Doña Zulma was 12 when she met a medicine student, who showed her many physics experiments, particularly in electrostatics. She was fascinated and decided to read as much as possible about the subject and to teach it to her peers. Eventually, she completed a degree in chemistry but decided to teach physics. She retired from teaching full-time around 2005, but still teaches part-time at private schools.

Doña Zulma mentioned that, as a child, people said that school was not for her, or AU people in general. However, as a professional adult she said she was not treated differently because of her race. In her classroom, Doña Zulma tried to inspire all students by emphasizing content knowledge, close personal relationships, and contextual learning. For example, her idea to teach the right hand rule of electromagnetism as “la regla del mate” was brilliant (Mate is a traditional drink in Uruguay; it is infused in a round gourd-like cup and sipped with a metal straw-sieve. The shape is similar to a closed fist and an upward thumb). 

When asked about why few AU become physics teachers, Doña Zulma noted that in Uruguay a high school diploma is considered as a “terminal” degree, that is, public high schools and not college-preparatory. This might be underpreparing college-bound students, especially in low-income neighborhoods, resulting in low college retention. She also noted that school desertion was a widespread problem, and suggested for the government to develop initiatives to better inform people about the importance of science and careers as scientists and science teachers.

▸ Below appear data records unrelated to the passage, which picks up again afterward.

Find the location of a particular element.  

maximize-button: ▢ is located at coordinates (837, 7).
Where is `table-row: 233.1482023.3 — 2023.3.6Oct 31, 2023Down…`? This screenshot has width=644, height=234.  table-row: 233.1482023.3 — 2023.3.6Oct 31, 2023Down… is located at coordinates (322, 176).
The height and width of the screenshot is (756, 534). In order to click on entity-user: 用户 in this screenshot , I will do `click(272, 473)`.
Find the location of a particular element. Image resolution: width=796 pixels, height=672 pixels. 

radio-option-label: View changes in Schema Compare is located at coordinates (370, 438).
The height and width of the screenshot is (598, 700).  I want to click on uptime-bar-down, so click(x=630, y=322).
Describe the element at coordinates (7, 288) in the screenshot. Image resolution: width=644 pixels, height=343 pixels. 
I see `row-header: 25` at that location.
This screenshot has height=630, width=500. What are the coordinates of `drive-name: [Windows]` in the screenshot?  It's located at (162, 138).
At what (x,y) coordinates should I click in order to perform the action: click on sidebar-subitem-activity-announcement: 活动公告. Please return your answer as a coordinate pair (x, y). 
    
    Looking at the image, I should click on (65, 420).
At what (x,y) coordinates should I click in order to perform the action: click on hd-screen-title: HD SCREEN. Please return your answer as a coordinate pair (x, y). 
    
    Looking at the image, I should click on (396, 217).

The combination of interviews and government statistics suggest that, despite having different historical paths, the underrepresentation of minority groups in physics teaching is something both the United States and Uruguay have in common. Knowing that for many minority school students, a role model of the same racial or ethnic group can be a strong and positive influence in their decision to remain in school and pursue higher education [10-12], it is a shame that most AU students will likely never see an inspiring teacher like Zulma Sosa-Giles.

References

[1]       Gary White, "Race and physics teaching, and the fair: A call to all physics educators for manuscripts on a rarely discussed topic," 2016, Phys. Teach. 54, 70-71 (February 2016).

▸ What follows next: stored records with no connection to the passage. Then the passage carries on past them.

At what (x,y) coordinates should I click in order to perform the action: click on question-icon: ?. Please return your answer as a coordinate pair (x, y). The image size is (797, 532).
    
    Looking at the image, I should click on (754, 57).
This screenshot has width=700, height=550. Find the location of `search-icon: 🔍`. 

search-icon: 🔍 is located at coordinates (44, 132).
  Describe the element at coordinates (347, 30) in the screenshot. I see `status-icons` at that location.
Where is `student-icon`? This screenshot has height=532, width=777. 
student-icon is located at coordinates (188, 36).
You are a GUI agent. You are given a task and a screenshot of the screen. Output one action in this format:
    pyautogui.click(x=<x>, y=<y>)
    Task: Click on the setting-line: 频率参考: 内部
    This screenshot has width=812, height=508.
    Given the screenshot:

[2]       Instituto Nacional de Estadísticas, 2011, “Censo Nacional 2011.” http://www.ine.gub.uy/web/guest/censos-2011.

[3]       Mark Via et al, “History shaped the geographic distribution of genomic admixture on the Island of Puerto Rico,” PLoS One. 6, e16513 (January 2011).

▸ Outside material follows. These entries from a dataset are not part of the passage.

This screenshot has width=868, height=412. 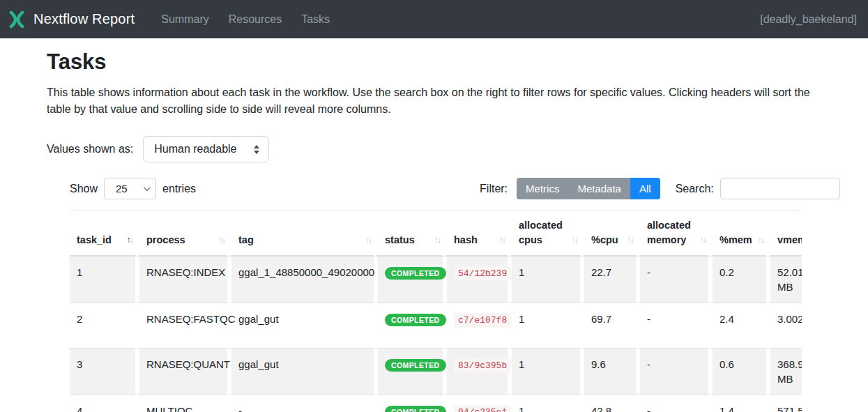 I want to click on cell-process: MULTIQC, so click(x=181, y=404).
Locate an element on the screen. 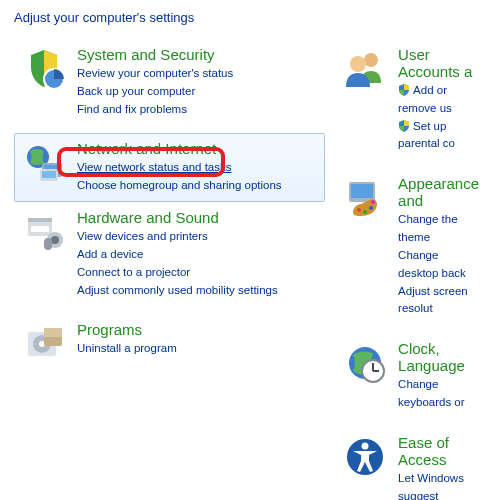  category-hardware-sound: Hardware and Sound View devices and prin… is located at coordinates (170, 258).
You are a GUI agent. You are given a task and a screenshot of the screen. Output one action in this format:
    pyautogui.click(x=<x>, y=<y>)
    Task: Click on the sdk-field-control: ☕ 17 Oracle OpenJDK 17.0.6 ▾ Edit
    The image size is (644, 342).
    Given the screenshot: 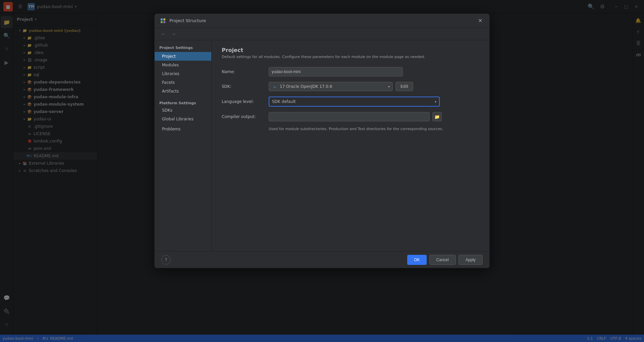 What is the action you would take?
    pyautogui.click(x=374, y=87)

[4].      Mark Hill, “Color differences in the socioeconomic status of African American men: Results of a longitudinal study,” Soc Forces 78, 1437-1460 (June 2000).

[5].      Margaret Hunter, “The persistent problem of colorism: Skin tone, status, and inequality. Soc Compass 1, 237–254 (September 2007).

[6]       Departamento de Física, Consejo de Educación Secundaria, personal communication.

[7]       U.S. Embassy in Uruguay, U.S. Department of State, personal communication.

[8]       Intendencia de Montevideo, “Informe de población afrodescendiente  2013". http://www.montevideo.gub.uy/sites/default/files/informe_afro.pdf.

[9]       Instituto Nacional de Evaluación Educativa, “Informe sobre el estado de la educación en Uruguay 2014,” Montevideo, Uruguay, http://ieeuy2014.ineed.edu.uy/

[10]     Arnetha Ball, “Empowering pedagogies that enhance the learning of multicultural students.” Teach. Coll. Rec., 102, 1006–1034 (December 2000).

[11]     Spencer Holland, “Project 2000: An education mentoring and academic support model for inner-city African American boys,” J Negro Educ. 65, 315–321 (July 1996).

[12]     Chance Lewis, “African American male teachers in public schools: An examination of three urban districts,” Teach. Coll. Rec., 108, 224–245. (February 2006).